Researchers at Boston’s Dana-Farber Cancer Institute managed to reverse brain disease and restore fertility and the sense of smell in prematurely aged mice, using a gene therapy technique.
The aging process shortens coatings on the ends of chromosomes, called telomeres, causing cells to stop dividing, stem cells to hibernate, brain cells to die and organs to atrophy. By restoring the telomeres in the mice, scientists were able to halt these processes, according to a study published in the journal Nature.
“These mice were equivalent to 80-year-old humans and were about to pass away,” Dr. Ronald DePinho, co-author of the paper and a scientist at Dana-Farber, told the Wall Street Journal. After the experiment, “they were the physiological equivalent of young adults.”
The mice, which the researchers genetically engineered to age prematurely, had atrophied spleens, damaged intestines and impaired senses of smell. Their brains were shrunken and incapable of growing new cells and the male mice had shrunken testes and low sperm counts.
“We stacked the deck against us and asked, ‘Is there a point of no return?'” DePinho told the Journal.

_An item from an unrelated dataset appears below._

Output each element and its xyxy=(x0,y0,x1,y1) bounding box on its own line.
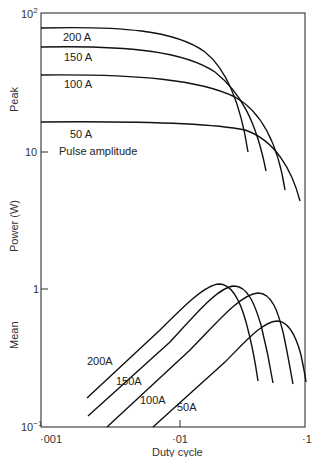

A month after scientists gave the mice an estrogen-based compound to reactivate the dormant telomerase gene, their brains were producing new cells and their spleens, testes and brains all grew. Key organs showed improved function, as did the sense of smell. The mice went on to live a normal lifespan.
The study is only a first step toward a similar treatment for humans. One risk is cancer; tumors have been shown to reactivate the telomerase gene, allowing their cells to reproduce themselves. DePinho told the newspaper that the next step is to try the technique on normally aged mice to determine whether similar results can be achieved.